Slovenski pisatelj. Razvoj vloge literarnega proizvajalca v slovenskem literarnem sistemu
This monograph deals with theoretical and historical aspects of the position of the writer in Slovenia from the end of 18th century, when literature started to differentiate itself from other systems and form an autonomous social system, to the situation in which the writer finds himself at the beginning of the 21st century.
The book is divided into four major sections. The introduction, or section one, outlines and sets up the issues addressed. This is followed by section two, which focuses on the general issue of the writer in the context of the modern critique of authorship that was initiated a few decades ago, especially by Roland Barthes and Michel Foucault, and which has been discussed ever since in the light of new findings in this field. In order to place the theoretical issue of the author into a historical context, this section also deals with the history of the author from Ancient Greece and the Middle Ages to the invention of copyright and establishment of the model of the “Romantic author", which still appears to strongly influence the Western perception of authorship in general. The following two chapters explain the theoretical and methodological framework of the survey. This is a “systemic and empirical" approach, based on the methods of ESL (empirical science of literature) and other methods, especially those connected with Pierre Bourdieu’s literary field theories and Itamar Even-Zohar’s polysystem theory. This framework allows the author to place the entire survey into a systemic perspective, from which the emergence and development of literature is observed as a process of functional differentiation of a special social subsystem. In this subsystem the four action roles, as explained by Siegfried J. Schmidt, are highly interconnected, the role of literary producer being only one of them. Such an explanatory framework demands consideration of a broad range of factors (from socio-cultural to strictly textual) that can have an impact on the role of the literary producer and its historical modifications.
In the third, central section, the author deals with the role of the literary producer in the Slovene literary system. Fourteen cases of individual writers from the 18th to 21st centuries are discussed in detail and organised into a typology of seven models of the Slovene writer. These models are: (1) the writer as national awakener: from priest to layman (Dev, Linhart, Vodnik), (2) the writer between national awakener and artist (Prešeren), (3) the writer between the emerging literary system and national politics (Jurčič, Trdina), (4) the artistic writer (Cankar, Kveder), (5) the avant-garde writer (Podbevšek, Kosovel), (6) the dissident writer (Kocbek, Jančar) and, finally, (7) the writer between artist and producer (Muck, Pisk). The case studies devote special attention to historical and cultural backgrounds, the development of literary institutions (especially publishers, the book market, literary reviews, and newspapers) and the changing images of literary producers as viewed by the authors themselves as well as those of broader society. Special attention is also paid to the autonomisation of the literary system and to the process of establishing its specific conventions.
One of the important types of writer in Slovenia – which is also a more general feature of Central and Eastern Europe – is the strong model of the dissident writer, closely connected with issues of political domination over the autonomy of literature as exerted by a communist government. This type of a writer appears to gradually dissolve in the plurality of a democratic political system with a capitalistic market, a process in which the writer of literary texts – once almost a national prophet – tends to become solely a cultural producer.
In the concluding section, the problems that the survey dealt with in case studies are treated diachronically in three major clusters. The first of these is the autonomisation of the literary system, which addresses the dominant constraints on this process in various historic periods, forms of censorship, and the problem of the “Slovene cultural syndrome", a stubborn thesis that appears to be in part a historical fact and in even greater part an influential ideological construction. The second cluster is the professionalisation of the Slovene literary producer, which recapitulates the history of institutions that mediate literature and deals with the issue of authors’ fees. The final cluster deals with the evolution of perceptions of Slovene writers’ social role and status throughout history, and the status of contemporary authors of literary texts.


Task prompt
Set out each line from the following listing that includes the word "name".
----- Data shown
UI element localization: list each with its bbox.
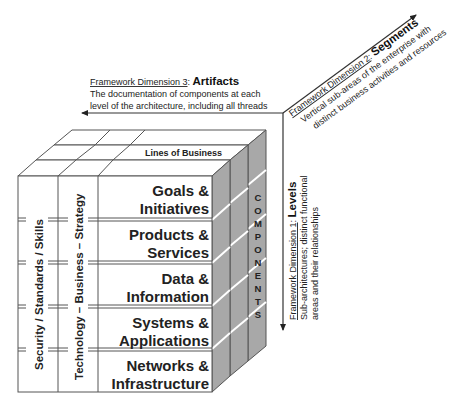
svg-text:T: T (255, 296, 261, 307)
segments-dimension-label: Framework Dimension 2: Segments Vertical… (286, 6, 449, 138)
svg-text:E: E (255, 270, 261, 281)
svg-text:P: P (255, 231, 262, 242)
artifacts-desc-1: The documentation of components at each (90, 89, 261, 99)
level-networks-infrastructure: Networks & Infrastructure (111, 357, 209, 392)
svg-text:O: O (254, 205, 261, 216)
artifacts-dimension-label: Framework Dimension 3: Artifacts The doc… (90, 75, 268, 111)
svg-text:O: O (254, 244, 261, 255)
svg-text:Goals &: Goals & (152, 182, 209, 199)
segments-desc-1: Vertical sub-areas of the enterprise wit… (299, 24, 433, 125)
svg-text:Systems &: Systems & (132, 314, 209, 331)
svg-text:S: S (255, 309, 261, 320)
svg-text:N: N (255, 257, 262, 268)
ea-framework-diagram: Framework Dimension 3: Artifacts The doc… (0, 0, 456, 417)
levels-dimension-label: Framework Dimension 1: Levels Sub-archit… (286, 175, 320, 320)
svg-text:N: N (255, 283, 262, 294)
svg-text:Applications: Applications (119, 332, 209, 349)
level-systems-applications: Systems & Applications (119, 314, 209, 349)
svg-text:Networks &: Networks & (126, 357, 209, 374)
svg-text:Infrastructure: Infrastructure (111, 375, 209, 392)
svg-text:M: M (254, 218, 262, 229)
svg-text:Information: Information (127, 288, 210, 305)
thread-technology-business-strategy: Technology – Business – Strategy (73, 193, 85, 380)
artifacts-desc-2: level of the architecture, including all… (90, 101, 268, 111)
thread-security-standards-skills: Security / Standards / Skills (33, 219, 45, 370)
lines-of-business-label: Lines of Business (145, 148, 222, 158)
svg-text:Products &: Products & (129, 226, 209, 243)
svg-text:Data &: Data & (161, 270, 209, 287)
levels-heading: Framework Dimension 1: Levels (286, 182, 298, 320)
levels-desc-1: Sub-architectures; distinct functional (299, 175, 309, 320)
svg-text:C: C (255, 192, 262, 203)
svg-text:Initiatives: Initiatives (140, 200, 209, 217)
levels-desc-2: areas and their relationships (310, 206, 320, 320)
artifacts-heading: Framework Dimension 3: Artifacts (90, 75, 239, 87)
svg-text:Services: Services (147, 244, 209, 261)
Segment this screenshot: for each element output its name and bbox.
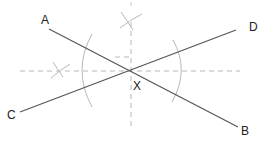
label-B: B [241,125,249,137]
top-cross-arc-1 [121,12,133,30]
label-X: X [133,80,141,92]
label-D: D [249,21,258,33]
label-A: A [41,14,49,26]
line-AB [49,29,238,127]
label-C: C [7,109,16,121]
diagram-canvas: A D C B X [0,0,262,141]
construction-drawing [0,0,262,141]
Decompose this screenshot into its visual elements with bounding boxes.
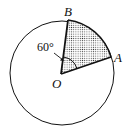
label-b: B	[64, 4, 72, 19]
circle-sector-diagram: B A O 60°	[0, 0, 128, 134]
label-a: A	[113, 50, 122, 65]
label-o: O	[52, 76, 62, 91]
angle-label: 60°	[37, 40, 54, 54]
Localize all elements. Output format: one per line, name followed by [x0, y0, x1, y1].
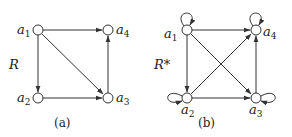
label-b-a1: a1	[164, 26, 178, 43]
edge-a1-a3	[42, 34, 103, 94]
caption-a: (a)	[54, 116, 71, 130]
labels-a: a1 a4 a2 a3 R (a)	[8, 22, 130, 130]
loop-a3	[261, 93, 275, 102]
loop-a4	[250, 13, 261, 26]
caption-b: (b)	[198, 116, 215, 130]
node-a2	[33, 93, 43, 103]
relation-label-r-star: R*	[153, 57, 171, 72]
node-a3	[103, 93, 113, 103]
label-a1: a1	[17, 22, 31, 39]
label-a2: a2	[17, 90, 31, 107]
label-a3: a3	[116, 90, 130, 107]
labels-b: a1 a4 a2 a3 R* (b)	[153, 24, 277, 130]
node-a1	[33, 25, 43, 35]
diagram-b	[168, 13, 276, 103]
node-a4	[103, 25, 113, 35]
label-b-a3: a3	[249, 102, 263, 119]
label-b-a2: a2	[181, 102, 195, 119]
relation-label-r: R	[8, 57, 19, 72]
node-b-a4	[251, 25, 261, 35]
label-a4: a4	[116, 22, 130, 39]
diagram-a	[33, 25, 113, 103]
relation-diagrams: a1 a4 a2 a3 R (a) a1 a4 a2 a3 R* (b)	[0, 0, 292, 137]
label-b-a4: a4	[263, 24, 277, 41]
node-b-a1	[182, 25, 192, 35]
loop-a1	[181, 13, 192, 26]
loop-a2	[168, 93, 182, 102]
----------
Task output
Segment this screenshot: for each element output its name and bbox.
Localize all elements. Output format: one per line, name followed by [x0, y0, x1, y1].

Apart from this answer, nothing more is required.